Lewis nodded at Periz and the embassy dismounted, relinquishing their horses to dragoons and Espinoza’s lancers. They’d stay in the saddle as long as the enemy guards did so.
“I could hold Arete for you, personal like, Major,” Willis hissed hopefully. Lewis ignored him, and Willis reluctantly trailed past beribboned ropes and under the scalloped edge of the great enemy tent.
Lewis’s first good view of the interior took him aback. It was like an audience room in a canvas-sided palace, richly carpeted in pure, unlikely white. Gold was everywhere—lam
ps, braziers, even the frames of well-padded chairs flanking a tall-backed throne on the other side of a long, low table right in the center of the space. Twisted Dom crosses were everywhere, the closer to the throne, the more barbarously warped and entwined with what looked like spiky vines. Even the canvas walls were covered with Dom flags and beautifully woven tapestries, each seeming to tell a story of some kind, possibly the history of the Doms on this world? Lewis suspected Harkin was intrigued, greedily trying to decipher the scenes, but all his attention was focused on two of the seated enemy.

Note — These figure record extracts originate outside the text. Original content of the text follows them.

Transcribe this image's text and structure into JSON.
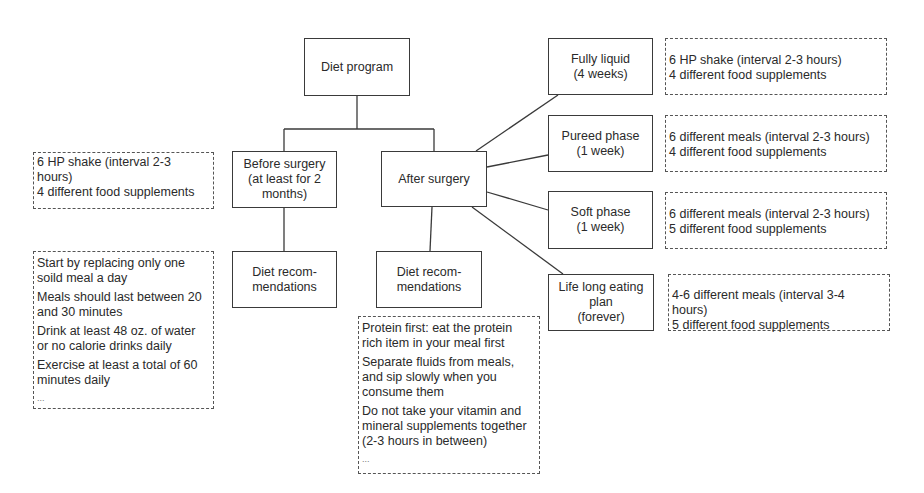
{
  "diagram": {
    "root": {
      "label": "Diet program"
    },
    "before": {
      "label": "Before surgery\n(at least for 2\nmonths)",
      "recommendations_label": "Diet recom-\nmendations",
      "regimen": [
        "6 HP shake (interval 2-3 hours)",
        "4 different food supplements"
      ],
      "recommendations": [
        "Start by replacing only one soild meal a day",
        "Meals should last between 20 and 30 minutes",
        "Drink at least 48 oz. of water or no calorie drinks daily",
        "Exercise at least a total of 60 minutes daily"
      ],
      "ellipsis": "..."
    },
    "after": {
      "label": "After surgery",
      "recommendations_label": "Diet recom-\nmendations",
      "recommendations": [
        "Protein first: eat the protein rich item in your meal first",
        "Separate fluids from meals, and sip slowly when you consume them",
        "Do not take your vitamin and mineral supplements together (2-3 hours in between)"
      ],
      "ellipsis": "...",
      "phases": [
        {
          "label": "Fully liquid\n(4 weeks)",
          "details": [
            "6 HP shake (interval 2-3 hours)",
            "4 different food supplements"
          ]
        },
        {
          "label": "Pureed phase\n(1 week)",
          "details": [
            "6 different meals (interval 2-3 hours)",
            "4 different food supplements"
          ]
        },
        {
          "label": "Soft phase\n(1 week)",
          "details": [
            "6 different meals (interval 2-3 hours)",
            "5 different food supplements"
          ]
        },
        {
          "label": "Life long eating\nplan\n(forever)",
          "details": [
            "4-6 different meals (interval 3-4 hours)",
            "5 different food supplements"
          ]
        }
      ]
    }
  }
}
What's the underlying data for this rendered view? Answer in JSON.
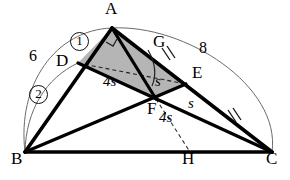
{
  "figure": {
    "type": "euclidean-geometry-diagram",
    "title": "",
    "background_color": "#ffffff",
    "stroke_color": "#000000",
    "thin_stroke_color": "#555555",
    "shaded_fill": "#b3b3b3",
    "width": 290,
    "height": 180
  },
  "points": {
    "A": {
      "label": "A",
      "x": 112,
      "y": 28
    },
    "B": {
      "label": "B",
      "x": 25,
      "y": 152
    },
    "C": {
      "label": "C",
      "x": 272,
      "y": 152
    },
    "D": {
      "label": "D",
      "x": 78,
      "y": 63
    },
    "E": {
      "label": "E",
      "x": 186,
      "y": 84
    },
    "F": {
      "label": "F",
      "x": 156,
      "y": 99
    },
    "G": {
      "label": "G",
      "x": 162,
      "y": 48
    },
    "H": {
      "label": "H",
      "x": 190,
      "y": 152
    }
  },
  "point_labels": [
    {
      "name": "point-label-a",
      "text": "A",
      "x": 105,
      "y": 2
    },
    {
      "name": "point-label-b",
      "text": "B",
      "x": 12,
      "y": 154
    },
    {
      "name": "point-label-c",
      "text": "C",
      "x": 268,
      "y": 154
    },
    {
      "name": "point-label-d",
      "text": "D",
      "x": 58,
      "y": 56
    },
    {
      "name": "point-label-e",
      "text": "E",
      "x": 193,
      "y": 70
    },
    {
      "name": "point-label-f",
      "text": "F",
      "x": 150,
      "y": 105
    },
    {
      "name": "point-label-g",
      "text": "G",
      "x": 156,
      "y": 38
    },
    {
      "name": "point-label-h",
      "text": "H",
      "x": 184,
      "y": 154
    }
  ],
  "measure_labels": [
    {
      "name": "arc-length-label-6",
      "text": "6",
      "x": 31,
      "y": 52
    },
    {
      "name": "arc-length-label-8",
      "text": "8",
      "x": 202,
      "y": 44
    },
    {
      "name": "segment-label-4s-de",
      "text": "4s",
      "x": 106,
      "y": 78
    },
    {
      "name": "segment-label-s-fe",
      "text": "s",
      "x": 157,
      "y": 78
    },
    {
      "name": "segment-label-s-ec",
      "text": "s",
      "x": 190,
      "y": 100
    },
    {
      "name": "segment-label-4s-fh",
      "text": "4s",
      "x": 162,
      "y": 112
    }
  ],
  "circled_labels": [
    {
      "name": "circled-label-1",
      "text": "1",
      "x": 75,
      "y": 38
    },
    {
      "name": "circled-label-2",
      "text": "2",
      "x": 34,
      "y": 90
    }
  ],
  "segments": [
    {
      "name": "segment-ab",
      "from": "A",
      "to": "B",
      "style": "thick-solid"
    },
    {
      "name": "segment-bc",
      "from": "B",
      "to": "C",
      "style": "thick-solid"
    },
    {
      "name": "segment-ac",
      "from": "A",
      "to": "C",
      "style": "thick-solid"
    },
    {
      "name": "segment-dc",
      "from": "D",
      "to": "C",
      "style": "thick-solid"
    },
    {
      "name": "segment-be",
      "from": "B",
      "to": "E",
      "style": "thick-solid"
    },
    {
      "name": "segment-af",
      "from": "A",
      "to": "F",
      "style": "thick-solid"
    },
    {
      "name": "segment-de",
      "from": "D",
      "to": "E",
      "style": "dashed"
    },
    {
      "name": "segment-fh",
      "from": "F",
      "to": "H",
      "style": "dashed"
    }
  ],
  "arcs": [
    {
      "name": "arc-b-to-a",
      "label": "6",
      "from": "B",
      "to": "A",
      "style": "thin"
    },
    {
      "name": "arc-b-to-d",
      "label": "2",
      "from": "B",
      "to": "D",
      "style": "thin"
    },
    {
      "name": "arc-c-to-a",
      "label": "8",
      "from": "C",
      "to": "A",
      "style": "thin"
    }
  ],
  "tick_marks": [
    {
      "name": "tick-mark-ag",
      "on": "segment-ag",
      "count": 2
    },
    {
      "name": "tick-mark-ec",
      "on": "segment-ec",
      "count": 2
    }
  ],
  "angle_marks": [
    {
      "name": "right-angle-mark-at-a",
      "at": "A",
      "type": "right-angle"
    },
    {
      "name": "angle-arc-at-g",
      "at": "G",
      "type": "arc"
    }
  ],
  "shaded_region": {
    "name": "shaded-quadrilateral-adfe",
    "vertices": [
      "A",
      "D",
      "F",
      "E"
    ],
    "fill": "#b3b3b3"
  }
}
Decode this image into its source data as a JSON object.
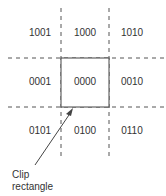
{
  "diagram": {
    "regions": [
      {
        "code": "1001",
        "x": 40,
        "y": 36
      },
      {
        "code": "1000",
        "x": 85,
        "y": 36
      },
      {
        "code": "1010",
        "x": 132,
        "y": 36
      },
      {
        "code": "0001",
        "x": 40,
        "y": 85
      },
      {
        "code": "0000",
        "x": 85,
        "y": 85
      },
      {
        "code": "0010",
        "x": 132,
        "y": 85
      },
      {
        "code": "0101",
        "x": 40,
        "y": 134
      },
      {
        "code": "0100",
        "x": 85,
        "y": 134
      },
      {
        "code": "0110",
        "x": 132,
        "y": 134
      }
    ],
    "annotation": {
      "line1": "Clip",
      "line2": "rectangle"
    },
    "colors": {
      "line": "#555555",
      "text": "#333333"
    }
  }
}
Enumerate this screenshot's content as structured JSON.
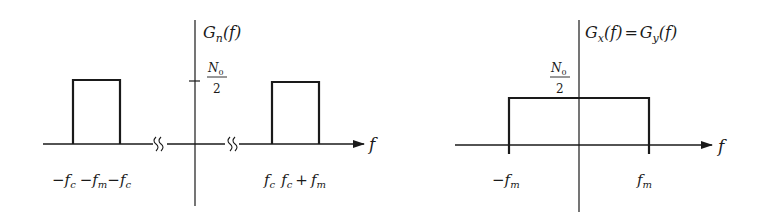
{
  "left_plot": {
    "y_label": {
      "G": "G",
      "sub": "n",
      "arg": "(f)"
    },
    "level_label": {
      "num": "N",
      "num_sub": "0",
      "den": "2"
    },
    "x_axis_label": "f",
    "neg_band_labels": {
      "a": "−f",
      "a_sub": "c",
      "b": "−f",
      "b_sub": "m",
      "c": "−f",
      "c_sub": "c"
    },
    "pos_band_labels": {
      "a": "f",
      "a_sub": "c",
      "b": "f",
      "b_sub": "c",
      "plus": "+",
      "c": "f",
      "c_sub": "m"
    }
  },
  "right_plot": {
    "y_label": {
      "G1": "G",
      "sub1": "x",
      "arg1": "(f)",
      "eq": "=",
      "G2": "G",
      "sub2": "y",
      "arg2": "(f)"
    },
    "level_label": {
      "num": "N",
      "num_sub": "0",
      "den": "2"
    },
    "x_axis_label": "f",
    "tick_labels": {
      "neg": "−f",
      "neg_sub": "m",
      "pos": "f",
      "pos_sub": "m"
    }
  },
  "colors": {
    "ink": "#1a1a1a",
    "background": "#ffffff"
  }
}
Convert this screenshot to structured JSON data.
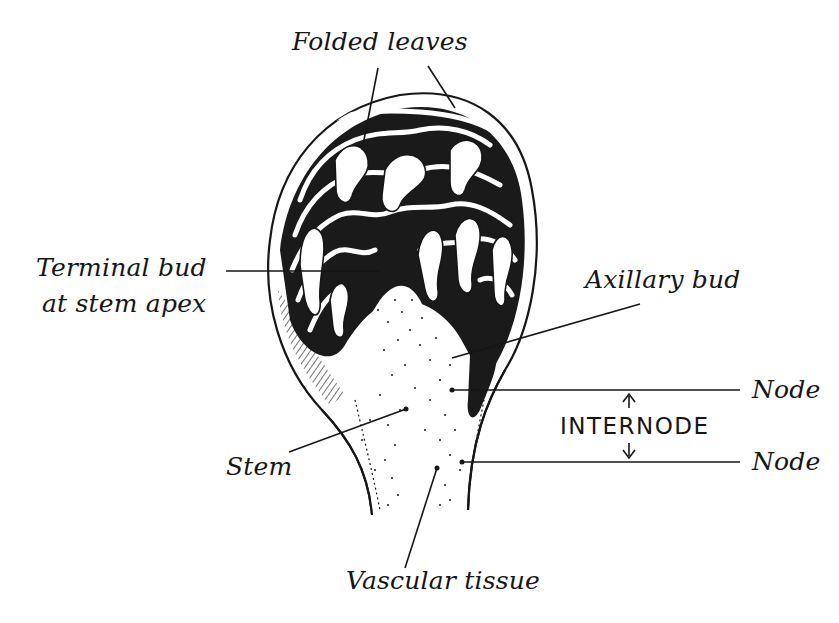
{
  "diagram": {
    "type": "labeled-illustration",
    "colors": {
      "ink": "#161616",
      "paper": "#ffffff"
    },
    "labels": {
      "folded_leaves": "Folded leaves",
      "terminal_bud_line1": "Terminal bud",
      "terminal_bud_line2": "at stem apex",
      "axillary_bud": "Axillary bud",
      "node_upper": "Node",
      "internode": "INTERNODE",
      "node_lower": "Node",
      "stem": "Stem",
      "vascular_tissue": "Vascular tissue"
    }
  }
}
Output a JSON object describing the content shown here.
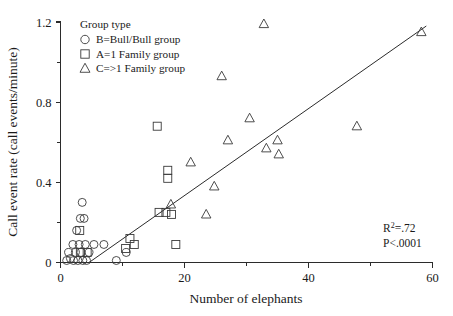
{
  "chart_data": {
    "type": "scatter",
    "title": "",
    "xlabel": "Number of elephants",
    "ylabel": "Call event rate (call events/minute)",
    "xlim": [
      0,
      60
    ],
    "ylim": [
      0,
      1.2
    ],
    "xticks": [
      "0",
      "20",
      "40",
      "60"
    ],
    "xtick_values": [
      0,
      20,
      40,
      60
    ],
    "xminor_values": [
      10,
      30,
      50
    ],
    "yticks": [
      "0",
      "0.4",
      "0.8",
      "1.2"
    ],
    "ytick_values": [
      0,
      0.4,
      0.8,
      1.2
    ],
    "yminor_values": [
      0.2,
      0.6,
      1.0
    ],
    "grid": false,
    "legend_position": "top-left",
    "legend_title": "Group type",
    "series": [
      {
        "name": "B=Bull/Bull group",
        "marker": "circle",
        "points": [
          [
            1.0,
            0.01
          ],
          [
            1.3,
            0.05
          ],
          [
            1.6,
            0.02
          ],
          [
            2.0,
            0.09
          ],
          [
            2.1,
            0.01
          ],
          [
            2.4,
            0.05
          ],
          [
            2.6,
            0.16
          ],
          [
            2.8,
            0.01
          ],
          [
            3.0,
            0.09
          ],
          [
            3.2,
            0.22
          ],
          [
            3.3,
            0.05
          ],
          [
            3.5,
            0.3
          ],
          [
            3.6,
            0.01
          ],
          [
            3.8,
            0.22
          ],
          [
            4.0,
            0.09
          ],
          [
            4.2,
            0.01
          ],
          [
            4.6,
            0.05
          ],
          [
            5.4,
            0.09
          ],
          [
            7.0,
            0.09
          ],
          [
            9.0,
            0.01
          ],
          [
            10.6,
            0.05
          ]
        ]
      },
      {
        "name": "A=1 Family group",
        "marker": "square",
        "points": [
          [
            3.1,
            0.16
          ],
          [
            3.2,
            0.05
          ],
          [
            4.3,
            0.05
          ],
          [
            10.5,
            0.07
          ],
          [
            11.2,
            0.12
          ],
          [
            11.9,
            0.09
          ],
          [
            15.6,
            0.68
          ],
          [
            15.9,
            0.25
          ],
          [
            17.0,
            0.25
          ],
          [
            17.3,
            0.46
          ],
          [
            17.3,
            0.42
          ],
          [
            17.9,
            0.24
          ],
          [
            18.6,
            0.09
          ]
        ]
      },
      {
        "name": "C=>1 Family group",
        "marker": "triangle",
        "points": [
          [
            17.8,
            0.29
          ],
          [
            21.0,
            0.5
          ],
          [
            23.5,
            0.24
          ],
          [
            24.8,
            0.38
          ],
          [
            26.0,
            0.93
          ],
          [
            27.0,
            0.61
          ],
          [
            30.5,
            0.72
          ],
          [
            32.8,
            1.19
          ],
          [
            33.2,
            0.57
          ],
          [
            35.0,
            0.61
          ],
          [
            35.2,
            0.54
          ],
          [
            47.8,
            0.68
          ],
          [
            58.2,
            1.15
          ]
        ]
      }
    ],
    "fit_line": {
      "x_start": 4.6,
      "y_start": 0.0,
      "x_end": 59.0,
      "y_end": 1.18
    },
    "annotations": [
      {
        "text": "R²=.72",
        "base": "R",
        "sup": "2",
        "rest": "=.72"
      },
      {
        "text": "P<.0001"
      }
    ]
  },
  "legend": {
    "title": "Group type",
    "items": [
      {
        "marker": "circle",
        "label": "B=Bull/Bull group"
      },
      {
        "marker": "square",
        "label": "A=1 Family group"
      },
      {
        "marker": "triangle",
        "label": "C=>1 Family group"
      }
    ]
  },
  "annotations": {
    "r_squared_base": "R",
    "r_squared_sup": "2",
    "r_squared_rest": "=.72",
    "p_value": "P<.0001"
  },
  "colors": {
    "marker_stroke": "#3a3a3a",
    "axis": "#2b2b2b",
    "text": "#1a1a1a",
    "background": "#ffffff"
  }
}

The first was a short, solid, dark-faced soldier, dressed in a yellow-and-black uniform adorned with more gold lace than it seemed it could bear. Large black eyes under heavy brows returned Lewis’s scrutiny. The second was a tall, almost gangly man somewhat reclined on the throne. He wore a red robe like those around him, but the material was finer than all but those sitting closest. The cuffs and facings were heavily embroidered in gold thread reminiscent of the vines on the crosses and a wide-brimmed galero as white as the rug except for red tassels hanging from the brim like dripping blood topped a sharp, narrow face, made even longer and more severe by a lengthy, pointed beard. The eyes behind the tassels looked as big and black and remorseless as a shark’s.
The English-speaking Blood Priest’s eyes went wide at the sight of Varaa. “The animals you leave!” he snarled.
Lewis stopped, putting a hand on Periz. “Warmaster Varaa-Choon’s forces are part of our army. If you want to speak to us, you’ll speak to her as well. Without perfect understanding by us all, this meeting is a farce, and we’ll only meet again on the battlefield.”
“Hold you tongue!” the Blood Priest practically squeaked in outrage. “You is in the presence of His Holiness, Don Frutos del Gran Vale, Blood Cardinal to His Supreme Holiness, Messiah of Mexico and Emperor of the World! Only he will speak. You obey!”